Mr. Martin: Bizarre, beaux-arts, brassieres!
Mr. Smith: A, e, i, o, u, a, e, i, o, u, a, e, i, o, u, i!
Mrs. Martin: B, c, d, f, g, l, m, n, p, r, s, t, v, w, x, z!
Mr. Martin: From sage to stooge, from stage to serge!
Here is Joan Kuder Bell, in full Stanislavski Method acting reading that last line:
So, for our third play, we wanted something that would really engage the actors. Way of the World was all style and wit; Trionesco was all—well—absurd. And of course, both were comedies. We wanted depth of character, seriousness of purpose, compelling tragic irony, and something that would push us, as actors, to our limits.
We knew we wanted to be an actors’ company, an ensemble company. Most of us had come out of academic theatre, and in that kind of theatre, in high school and in college, we worked with the same actors in show after show. In this show I am your lover. In the last show I was your murderer. In the one before that I was your landlord. Growing up together as actors gave us a kind of comfort and strength and courage. When we left school, those of us who continued in community theatre, we were now acting with strangers. Loving someone, killing someone, is easier to do five nights a week if you have done it before—with her. And you do it better.
A couple of us who founded The Upstart Crow had worked together in a few shows in a community theatre. Once, at an-end-of-the-season meeting of performers and patrons of the theatre the business manager of that theatre announced, with pride, that they had cast 104 roles that season and that those roles had been played by 100 different actors. (We two were half of the four who had appeared twice.) We did not think those numbers were anything to be proud of. Yes, it meant the theatre was a place were lots of people could do community outreach, much like serving from time to time at a bake sale, but it had very little to do with our desire—our compulsion, even—to perform as artists.
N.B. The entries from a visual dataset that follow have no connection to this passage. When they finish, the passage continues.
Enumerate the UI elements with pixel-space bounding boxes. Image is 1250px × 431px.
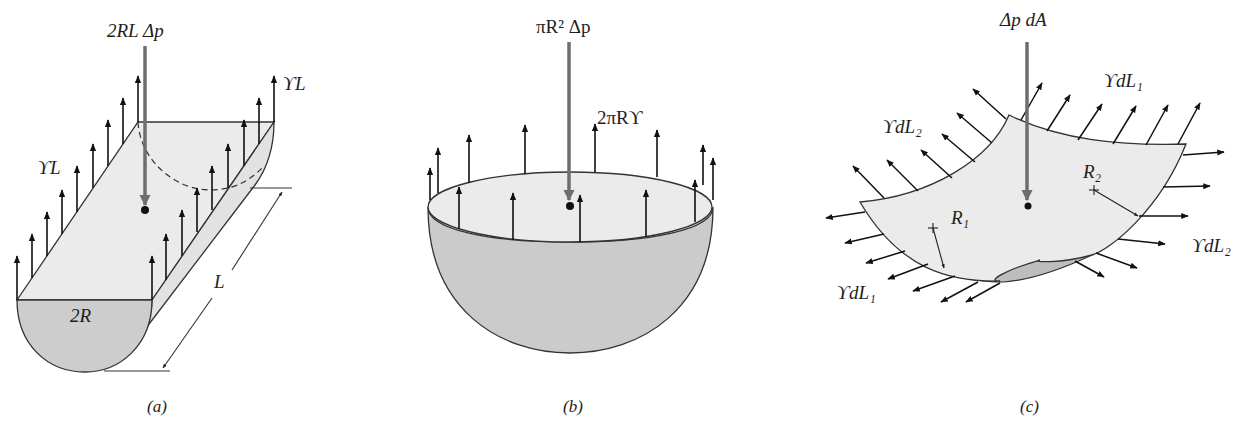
panel-a-half-cylinder — [17, 46, 292, 372]
label-tension-b: 2πRϒ — [597, 108, 643, 127]
panel-b-hemisphere — [428, 42, 713, 353]
figure-canvas — [0, 0, 1250, 431]
label-pressure-force-b: πR² Δp — [536, 17, 590, 36]
label-radius-1: R₁ — [951, 208, 969, 227]
panel-c-surface-element — [826, 42, 1224, 302]
label-pressure-force-c: Δp dA — [1000, 10, 1047, 29]
caption-b: (b) — [563, 397, 583, 417]
label-tension-right-a: ϒL — [283, 74, 306, 93]
label-pressure-force-a: 2RL Δp — [107, 21, 164, 40]
caption-a: (a) — [147, 397, 167, 417]
caption-c: (c) — [1020, 397, 1039, 417]
label-radius-2: R₂ — [1083, 162, 1101, 181]
label-tension-right-c: ϒdL₂ — [1192, 236, 1231, 255]
label-tension-left-a: ϒL — [38, 158, 61, 177]
label-diameter: 2R — [70, 306, 91, 325]
surface-element — [860, 115, 1186, 281]
label-tension-top-c: ϒdL₁ — [1104, 71, 1143, 90]
label-length: L — [214, 272, 225, 291]
label-tension-left-c: ϒdL₂ — [883, 117, 922, 136]
label-tension-bottom-c: ϒdL₁ — [837, 283, 876, 302]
That may have been the defining moment in the creation of The Upstart Crow. We would be an ensemble: a dues-paying membership company of actors who would pick the shows we would do, pick directors (out of our membership), and cast ourselves, first, in the primary roles.
So, for our third show we picked something we thought would make our actors sweat. That would be Ibsen. So we chose a late Ibsen; Little Eyolf, a wonderfully profound (and deeply disturbing) play by the first and perhaps greatest modern dramatist.
Joan Bell, who said “Choo, choo, choo …” with great feeling in The Bald Soprano, directed; Kathy Reed, who had two noses in Jack, or the Submission played the female lead in Eyolf; I, Richard Bell, who directed all her noses, now played her husband. And so forth.
And how do we stack up against the 100 actors who played 104 roles? Well, over 35 years, we have had about 400 actors. And they have played about 1800 roles. And more: four actors who were in The Way of the World in 1980 performed with us in our last, our 35th season. That’s an ensemble.